4
votes

I'm attempting to do ray casting on mouse click with the eventual goal of finding the collision point with a plane. However I'm unable to create the ray. The world is rendered using a frustum and another matrix I'm using as a camera, in the order of frustum * camera * vertex_position. With the top left of the screen as 0,0 I'm able to get the X,Y of the click in pixels. I then use the below code to convert this to the ray:

  float x = (2.0f * x_screen_position) / width - 1.0f;
  float y = 1.0f - (2.0f * y_screen_position) / height;
  Vector4 screen_click = Vector4 (x, y, 1.0f, 1.0f);
  Vector4 ray_origin_world = get_camera_matrix() * screen_click;

  Vector4 tmp = (inverse(get_view_frustum()) * screen_click;
  tmp = get_camera_matrix() * tmp;
  Vector4 ray_direction = normalize(tmp);

view_frustum matrix:

Matrix4 view_frustum(float angle_of_view, float aspect_ratio, float z_near, float z_far) {
    return Matrix4(
        Vector4(1.0/tan(angle_of_view), 0.0, 0.0, 0.0),
        Vector4(0.0, aspect_ratio/tan(angle_of_view), 0.0, 0.0),
        Vector4(0.0, 0.0, (z_far+z_near)/(z_far-z_near), 1.0),
        Vector4(0.0, 0.0, -2.0*z_far*z_near/(z_far-z_near), 0.0)
    );
}

When the "camera" matrix is at 0,0,0 this gives the expected results however once I change to a fixed camera position in another location the results returned are not correct at all. The fixed "camera" matrix:

Matrix4(
    Vector4(1.0, 0.0, 0.0, 0.0),
    Vector4(0.0, 0.70710678118, -0.70710678118, 0.000),
    Vector4(0.0, 0.70710678118, 0.70710678118, 0.0),
    Vector4(0.0, 8.0, 20.0, 1.000)
  );

Because many examples I have found online do not implement a camera in such a way I am unable to found much information to help in this case. Can anyone offer any insight into this or point me in a better direction?

1

1 Answers

4
votes
Vector4 tmp = (inverse(get_view_frustum() * get_camera_matrix()) * screen_click; //take the inverse of the camera matrix as well
tmp /= tmp.w; //homogeneous coordinate "normalize" (different to typical normalization), needed with perspective projection or non-linear depth
Vector3 ray_direction = normalize(Vector3(tmp.x, tmp.y, tmp.z)); //make sure to normalize just the direction without w

[EDIT]

A more lengthy and similar post is here: https://stackoverflow.com/a/20143963/1888983

If you only have matrices, a start point and point in the ray direction should be used. It's common to use points on the near and far plane for this (an advantage is if you only want the ray to intersect things that are visible). That is,

(x, y, -1, 1) to (x, y, 1, 1)

These points are in normalized device coordinates (NDC, a -1 to 1 cube that is your viewing volume). All you need to do is move both points all the way to world space and normalize...

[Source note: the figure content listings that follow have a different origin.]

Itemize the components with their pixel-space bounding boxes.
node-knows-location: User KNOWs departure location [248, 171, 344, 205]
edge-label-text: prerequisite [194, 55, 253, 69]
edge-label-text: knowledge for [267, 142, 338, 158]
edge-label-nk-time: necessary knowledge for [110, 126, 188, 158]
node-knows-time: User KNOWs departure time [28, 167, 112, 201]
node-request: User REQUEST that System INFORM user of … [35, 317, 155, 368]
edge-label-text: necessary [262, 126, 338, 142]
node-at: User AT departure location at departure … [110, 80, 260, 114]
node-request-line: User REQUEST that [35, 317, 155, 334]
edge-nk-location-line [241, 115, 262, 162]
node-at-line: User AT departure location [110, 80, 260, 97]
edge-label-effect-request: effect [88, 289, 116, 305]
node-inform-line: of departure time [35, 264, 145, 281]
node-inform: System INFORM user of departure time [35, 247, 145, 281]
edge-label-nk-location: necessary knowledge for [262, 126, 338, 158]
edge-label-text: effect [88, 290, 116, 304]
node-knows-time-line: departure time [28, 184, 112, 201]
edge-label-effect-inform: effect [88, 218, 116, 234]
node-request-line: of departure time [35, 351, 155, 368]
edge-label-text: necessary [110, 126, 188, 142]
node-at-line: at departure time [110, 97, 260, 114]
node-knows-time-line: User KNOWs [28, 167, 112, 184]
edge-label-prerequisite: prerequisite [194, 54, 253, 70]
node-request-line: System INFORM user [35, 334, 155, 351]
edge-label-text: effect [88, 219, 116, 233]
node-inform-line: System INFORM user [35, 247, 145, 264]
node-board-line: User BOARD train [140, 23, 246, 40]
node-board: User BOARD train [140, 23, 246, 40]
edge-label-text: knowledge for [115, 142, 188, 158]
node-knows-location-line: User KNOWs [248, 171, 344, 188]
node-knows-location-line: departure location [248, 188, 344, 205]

ndcPoint4 = /* from above */;
eyespacePoint4 = inverseProjectionMatrix * ndcPoint4;
worldSpacePoint4 = inverseCameraMatrix * eyespacePoint4;
worldSpacePoint3 = worldSpacePoint4.xyz / worldSpacePoint4.w;

//alternatively, with combined matrices
worldToClipMatrix = projectionMatrix * cameraMatrix; //called "clip" space before normalization
clipToWorldMatrix = inverse(worldToClipMatrix);
worldSpacePoint4 = clipToWorldMatrix * ndcPoint4;
worldSpacePoint3 = worldSpacePoint4.xyz / worldSpacePoint4.w;

//then for the ray, after transforming both start/end points
rayStart = worldPointOnNearPlane;
rayEnd = worldPointOnFarPlane;
rayDir = rayEnd - rayStart;

If you have the camera's world space position, you can drop either start or end point since all rays pass through the camera's origin.